Demonstrating the impact of good versus poor facilitation
Teaching youth how to use good facilitation tools helps them build life skills, confidence and leadership.
Teaching youth how to use good facilitation tools or techniques provides them with amazing skills for the present and future. It will help them build life skills, build confidence when participating in discussions or even help expand into leading a discussion.
A good facilitator will do the following and more during a discussion:
- Pre-set the room properly.
- Place a newsprint in a place where everyone can see it.
- Secure a reporter so they can keep their eyes on the group while talking.
- Have the reporter use markers easy to read.
- Ask for clarification.
- Look for ways to include quieter participants.
For tools on how to become a good facilitator, please see the Michigan State University Extension article “Techniques of successful facilitators: Minor, yet major, things to remember” by Ann Chastain.
A fun way to show a new group about facilitation and the impact of why facilitation skills are so important is to try not utilizing the above mentioned tools at all.

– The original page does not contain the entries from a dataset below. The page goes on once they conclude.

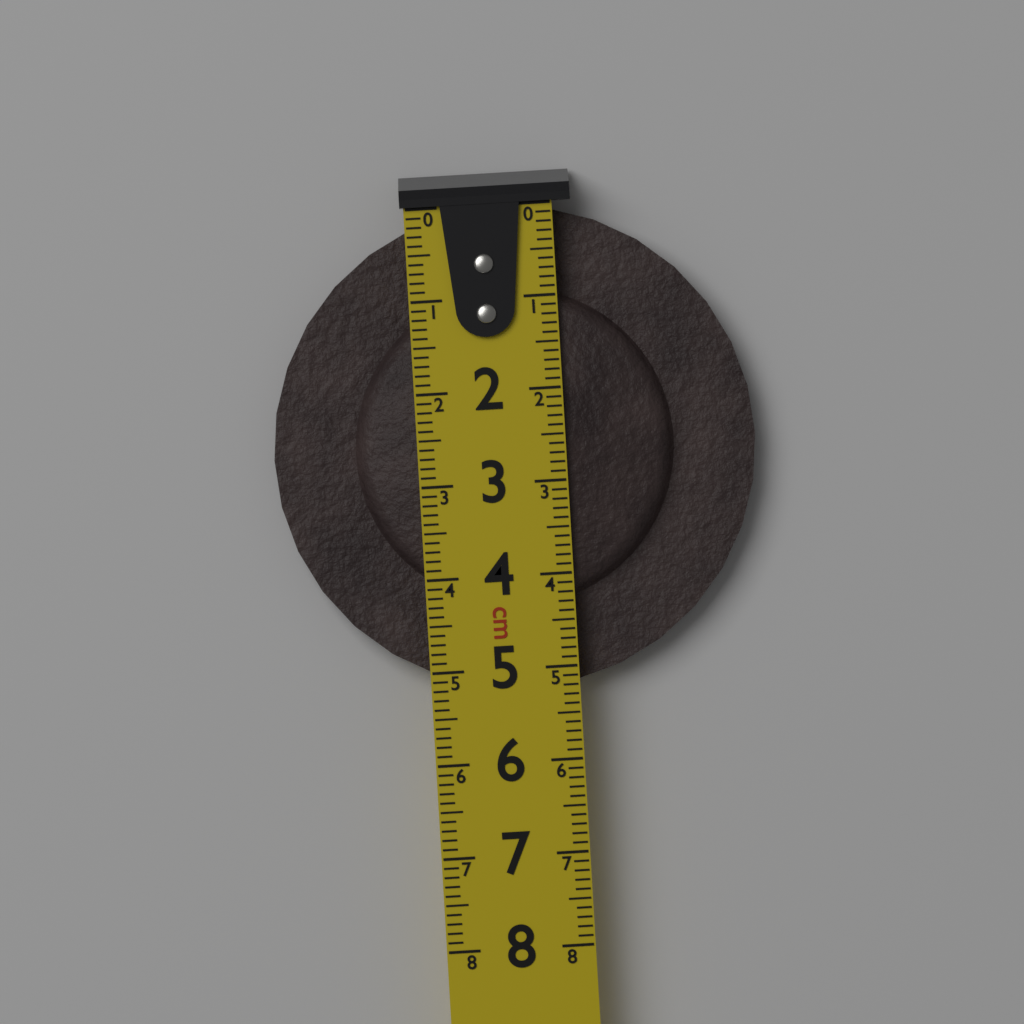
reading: 5.2 cm
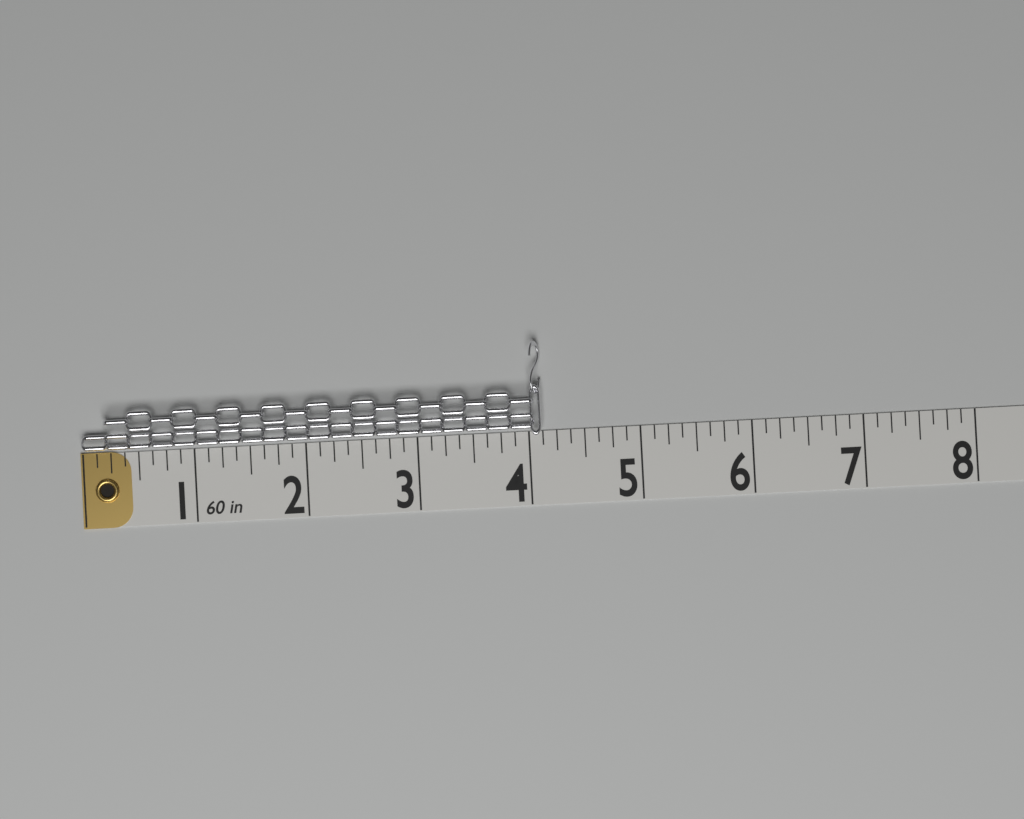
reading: 4.125 in
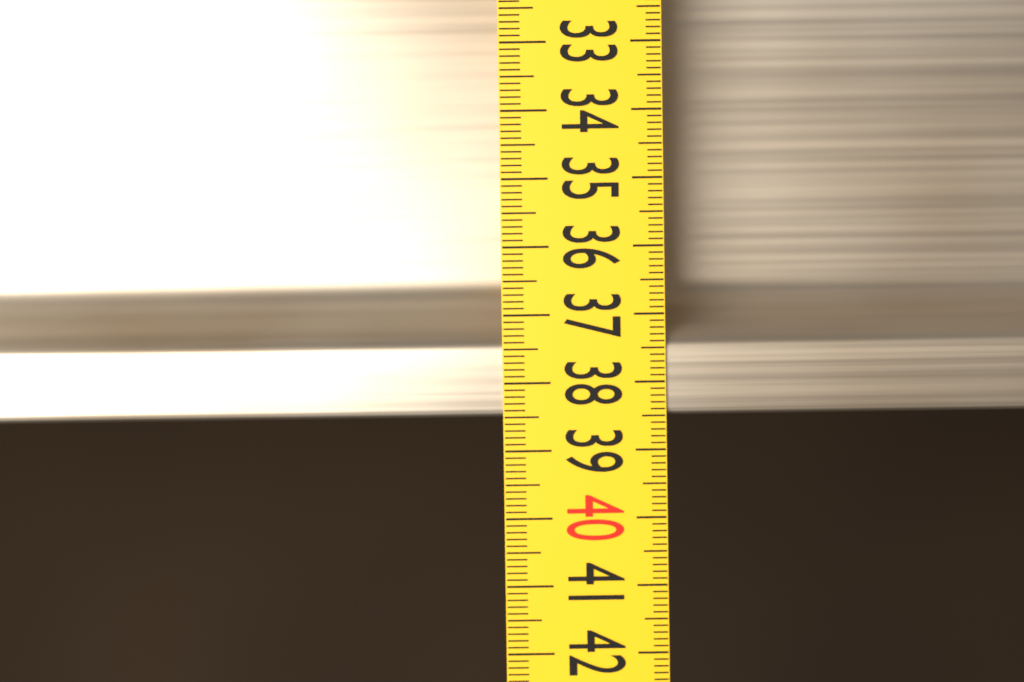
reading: 38.5 (no unit)
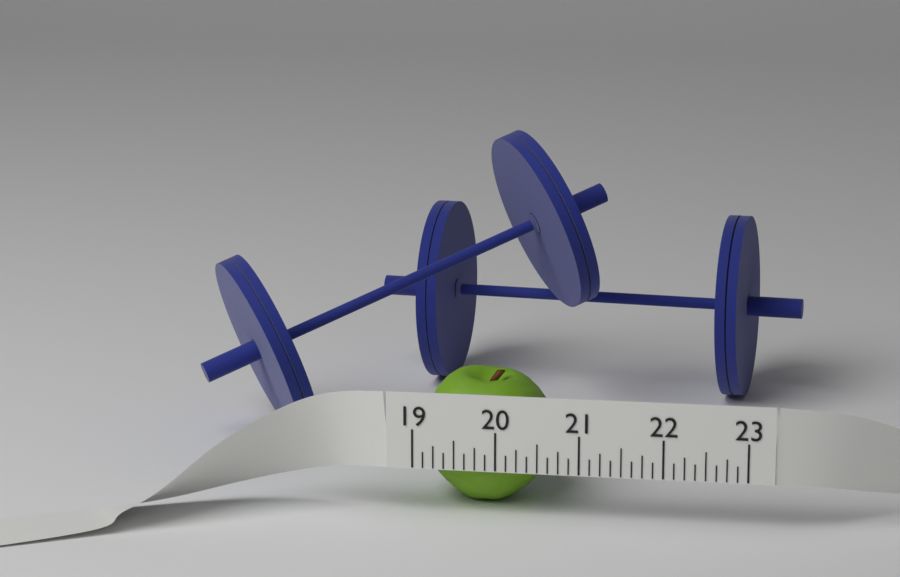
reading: 20.625 (no unit)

Instead, a facilitator would try the following:
- Set the room poorly by placing chairs in a class room style without a lot of room.
- Use newsprint, but do not place it on an easel. Instead, put it on your knee or hold it up to the wall to write on – do not tape it up.
- Use a hard to read marker like yellow or light orange.
- After asking a question of the group, have your back to them as you write what you think they said so you cannot read the group’s body language.
- Do not ask for clarification or repeat what they have said to be sure you captured it correctly.
Once the facilitator has finished the first discussion about a chosen topic, move into a second topic, but this time, use all the appropriate facilitation tools. Once the two discussions are finished, the group will probably have figured out what the facilitator’s intentions were. The facilitator should still explain the situation.
The next step is to debrief the two formats and talk through what the group thought worked, what didn’t, what they found frustrating and so on. This approach really helps to show the impact of all the skills and tools the class will be learning and how putting those altogether will make the end result stronger, more accurate and successful. In turn, it will excite and energize the group about the topic and the upcoming training.
Teaching the skills are the first step, but then any strong facilitator only gets that way by practicing. Utilizing this same scenario in practice sessions can also be fun and very impactful in helping participants remember how to use the tools and what each tool does to help a discussion. Practice may not make a facilitator perfect, but it will certainly make them a strong facilitator.
For more facilitation articles, search for “facilitation” at the Michigan State University Extension website.